This error occurs when attempting to change a MySQL password while logged in as an anonymous user. Anonymous accounts lack the ALTER USER privilege required to modify passwords, preventing password changes from succeeding.
MySQL Error 1131 (ER_PASSWORD_ANONYMOUS_USER) is raised when you attempt to execute password-changing commands like SET PASSWORD or ALTER USER while authenticated as an anonymous user. An anonymous MySQL user is an account with a blank username (such as ''@'localhost' or ''@'%') that matches any connection without requiring a specific username. When you connect to MySQL without providing a username, MySQL automatically routes your connection to an anonymous account if one exists. Anonymous accounts are intentionally restricted and do not possess the ALTER USER privilege, which is required to change passwords. This is a security design to prevent unauthorized password modifications through anonymous access.
First, confirm that you are indeed logged in as an anonymous user. You can check this by running:
SELECT USER();If the output shows something like @localhost or @% with an empty username part, you are using an anonymous account. A normal user would display username@hostname.
Disconnect from the current anonymous session and reconnect with a named user account that has ALTER USER privileges. The root user is ideal:
mysql -u root -pEnter the root password when prompted. Once connected as root, you can now change passwords for any user:
ALTER USER 'someuser'@'localhost' IDENTIFIED BY 'newpassword';
FLUSH PRIVILEGES;This is the most straightforward solution for production environments.
Fresh MySQL installations include anonymous accounts by default that should be removed before production use. Connect as root and execute:
DROP USER ''@'localhost';
DROP USER ''@'%';
FLUSH PRIVILEGES;This removes both the localhost and wildcard anonymous accounts. Verify they are gone:
SELECT user, host FROM mysql.user WHERE user = '';Should return an empty result set.
If you are encountering this error when using the --init-file startup option, MySQL is running in a state where the ACL cache is not initialized. Add a FLUSH PRIVILEGES command before attempting password changes:
FLUSH PRIVILEGES;
ALTER USER 'root'@'localhost' IDENTIFIED BY 'newpassword';The FLUSH PRIVILEGES statement reloads the user grant tables and initializes the in-memory ACL cache, allowing subsequent password-change commands to work properly.
If you cannot connect with a named user, start MySQL with the --skip-grant-tables option to bypass authentication entirely:
mysqld --skip-grant-tables &Then connect without credentials:
mysql -u rootWithin that session, reload the grant tables and create/update a user:
FLUSH PRIVILEGES;
ALTER USER 'root'@'localhost' IDENTIFIED BY 'newpassword';After the password is set, stop the server and restart normally. This method is only for recovery situations, not production use.
If you are logged in as a named user but still receive error 1131, verify the user has the required privileges:
SHOW GRANTS FOR 'youruser'@'localhost';The output should include ALTER USER or ALL PRIVILEGES. If not, grant the necessary privilege using root:
GRANT ALTER USER ON *.* TO 'youruser'@'localhost';
FLUSH PRIVILEGES;Note: Some users may only have user-level privileges, which do not permit password changes for other users. They can only change their own password if they are authenticated with their own username.
Why Anonymous Accounts Exist: MySQL creates anonymous accounts by default during installation for convenience in development environments. These accounts allow connections without credentials for quick testing. However, they are security vulnerabilities in production and must be explicitly removed.
Privilege Model: Anonymous accounts match any username but do not have special privileges. When MySQL routes your connection to an anonymous account, it treats you as having minimal permissions. The ALTER USER privilege is explicitly NOT granted to anonymous accounts.
ALTER USER vs SET PASSWORD: Both commands fail with error 1131 for anonymous users. SET PASSWORD is the older syntax (still supported in MySQL 5.7+), while ALTER USER is the modern approach (introduced in 5.7.6). Neither works for anonymous accounts.
--init-file Limitation: This is a known MySQL behavior documented in the 5.7.11 and 5.8.0 changelogs. When the server starts, the ACL cache is not initialized until FLUSH PRIVILEGES is called. Any password change command before that fails with error 1131, even if syntactically correct. This is a startup-time-only issue and does not occur during normal operation.
MariaDB Compatibility: MariaDB raises the same error 1131 with identical behavior and solutions. The fixes described here work for both MySQL and MariaDB.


• **Instructions for the task**: Bring together all lines of the material below that contain the string "needs".

• **Source data**:
::::

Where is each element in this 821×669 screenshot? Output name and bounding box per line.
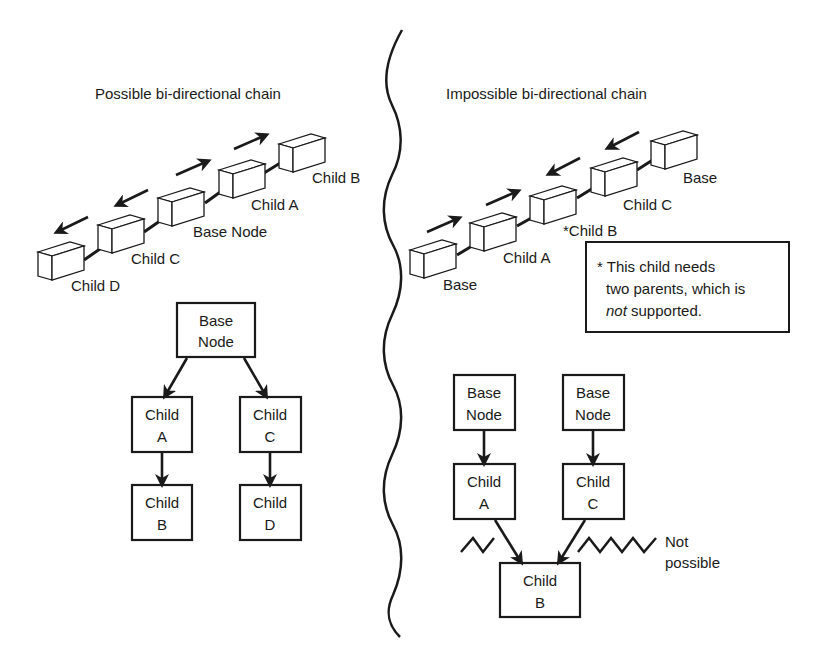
tree-node-child-d: Child D [240,485,301,540]
svg-text:Base: Base [199,312,233,329]
chain-cube-child-a [219,160,265,198]
svg-text:B: B [535,594,545,611]
arrow-left-icon [608,132,639,148]
chain-cube-child-b [279,134,325,172]
tree-node-base-left: Base Node [454,375,515,430]
tree-node-child-a: Child A [132,397,192,452]
tree-node-child-c: Child C [240,397,301,452]
svg-text:Child: Child [253,406,287,423]
tree-node-base: Base Node [177,303,255,357]
right-panel: Impossible bi-directional chain Base Chi… [410,85,789,617]
svg-text:Node: Node [466,406,502,423]
svg-text:Child: Child [467,473,501,490]
chain-cube-child-c [98,215,144,253]
tree-node-base-right: Base Node [563,375,624,430]
svg-text:Child: Child [523,572,557,589]
arrow-left-icon [117,190,148,205]
arrow-right-icon [486,191,518,205]
chain-label: Base [443,276,477,293]
right-title: Impossible bi-directional chain [446,85,647,102]
chain-label: Base [683,169,717,186]
not-possible-label: Not [665,533,689,550]
svg-text:two parents, which is: two parents, which is [606,280,745,297]
svg-text:B: B [157,516,167,533]
tree-arrow [495,520,521,562]
arrow-right-icon [176,161,208,175]
svg-text:Node: Node [198,333,234,350]
not-possible-label: possible [665,554,720,571]
chain-label: Child D [71,277,120,294]
svg-text:A: A [157,428,167,445]
svg-text:Child: Child [145,406,179,423]
chain-cube-base [410,240,456,278]
chain-cube-child-b [530,186,576,224]
svg-text:* This child needs: * This child needs [597,258,715,275]
chain-cube-child-a [470,213,516,251]
wavy-divider [384,30,402,637]
svg-text:Child: Child [576,473,610,490]
svg-text:C: C [265,428,276,445]
left-panel: Possible bi-directional chain Child D Ch… [38,85,360,540]
tree-node-child-b: Child B [500,563,580,617]
chain-cube-child-d [38,242,84,280]
tree-node-child-b: Child B [132,485,192,540]
chain-cube-base-end [651,131,697,169]
svg-text:not supported.: not supported. [606,302,702,319]
arrow-left-icon [57,217,88,232]
note-box: * This child needs two parents, which is… [586,242,789,332]
zigzag-break-icon [461,538,494,552]
chain-label: Child B [312,169,360,186]
chain-label: Base Node [193,223,267,240]
chain-label: *Child B [563,222,617,239]
arrow-right-icon [234,135,266,149]
svg-text:Base: Base [467,384,501,401]
chain-label: Child A [503,249,551,266]
chain-label: Child C [623,196,672,213]
chain-label: Child A [251,196,299,213]
chain-label: Child C [131,250,180,267]
tree-arrow [165,358,187,396]
diagram-canvas: Possible bi-directional chain Child D Ch… [0,0,821,669]
chain-cube-base-node [158,188,204,226]
svg-text:Base: Base [576,384,610,401]
svg-text:Node: Node [575,406,611,423]
tree-node-child-c: Child C [563,464,624,519]
chain-cube-child-c [591,158,637,196]
svg-text:Child: Child [145,494,179,511]
svg-text:C: C [588,495,599,512]
tree-arrow [244,358,266,396]
left-title: Possible bi-directional chain [95,85,281,102]
tree-node-child-a: Child A [454,464,515,519]
svg-text:D: D [265,516,276,533]
zigzag-break-icon [578,538,656,552]
tree-arrow [559,520,585,562]
arrow-left-icon [549,158,580,174]
svg-text:A: A [479,495,489,512]
arrow-right-icon [427,218,459,232]
svg-text:Child: Child [253,494,287,511]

::::

• **Exercise solution**:
svg-text:* This child needs: * This child needs [597,258,715,275]
note-box: * This child needs two parents, which is… [586,242,789,332]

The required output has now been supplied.